About this exercise:
For this exercise, restate word for word only the lines from the one containing "Find the location of a particular element." through the last line below. Pictures do not get copied.

Dataset excerpts:
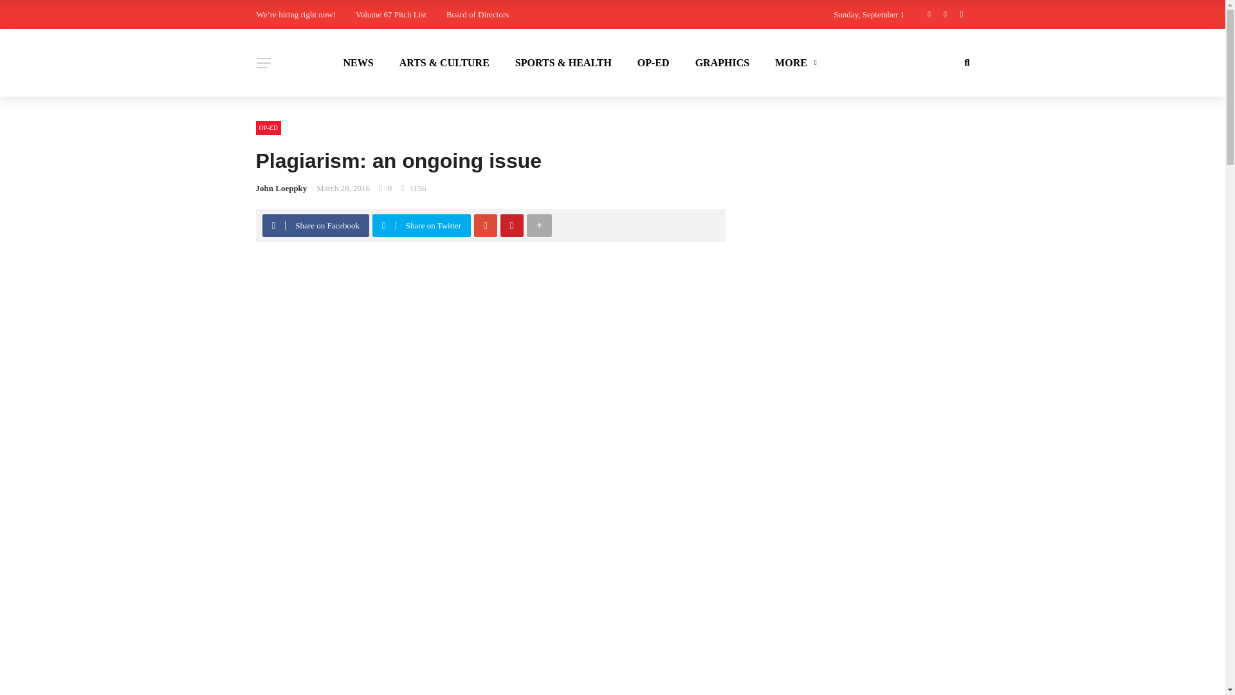 This screenshot has width=1235, height=695. Describe the element at coordinates (794, 63) in the screenshot. I see `MORE` at that location.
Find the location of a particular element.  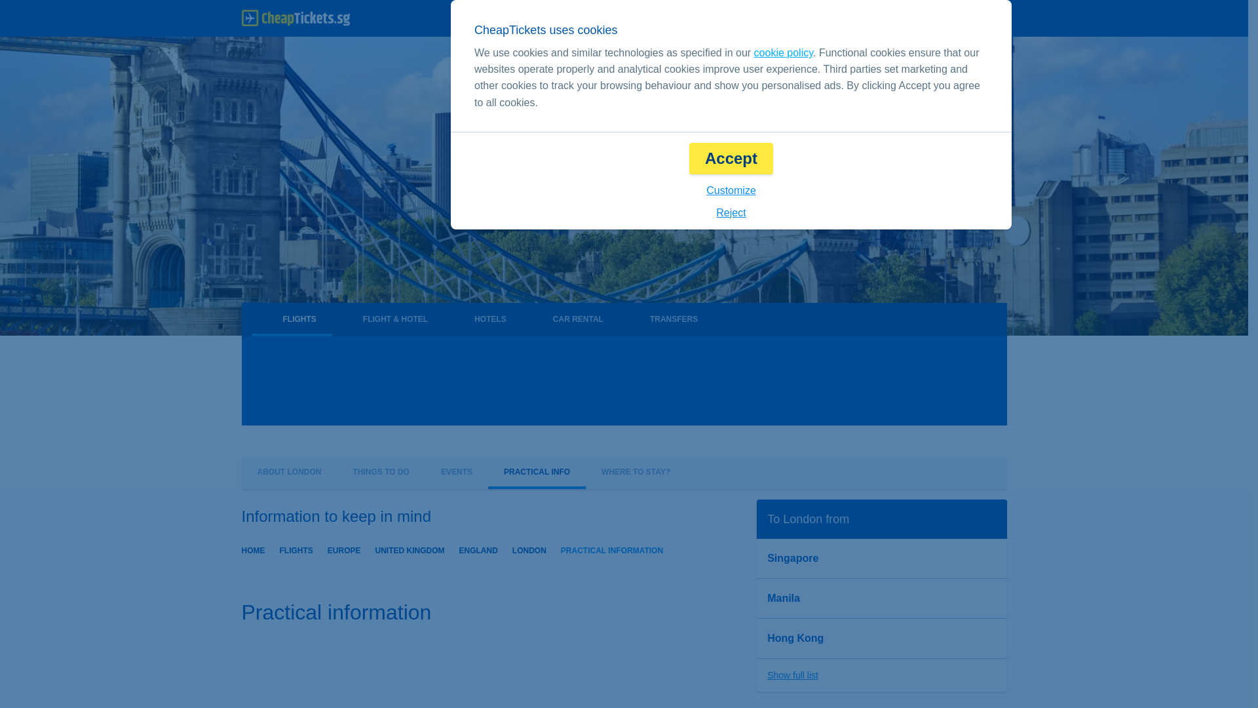

UNITED KINGDOM is located at coordinates (410, 549).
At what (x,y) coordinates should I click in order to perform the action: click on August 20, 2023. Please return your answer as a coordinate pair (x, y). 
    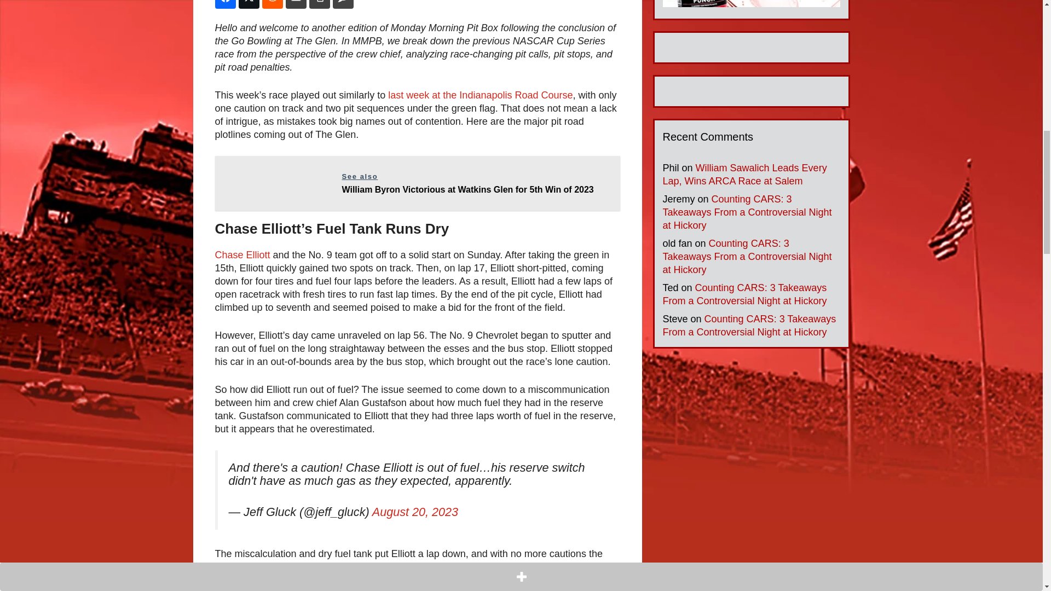
    Looking at the image, I should click on (415, 513).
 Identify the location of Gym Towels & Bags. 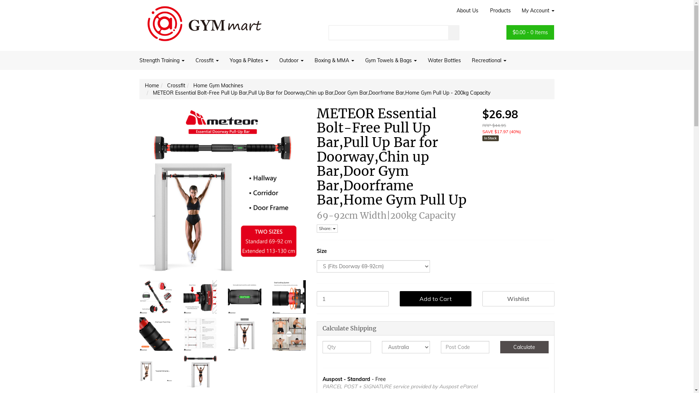
(391, 60).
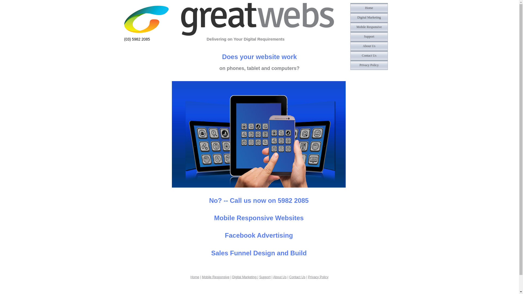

Output for this task:
Find the location of a particular element.  

UNITED KINGDOM is located at coordinates (410, 549).
At what (x,y) coordinates should I click in order to perform the action: click on August 20, 2023. Please return your answer as a coordinate pair (x, y). 
    Looking at the image, I should click on (415, 513).
 Identify the location of Gym Towels & Bags. 
(391, 60).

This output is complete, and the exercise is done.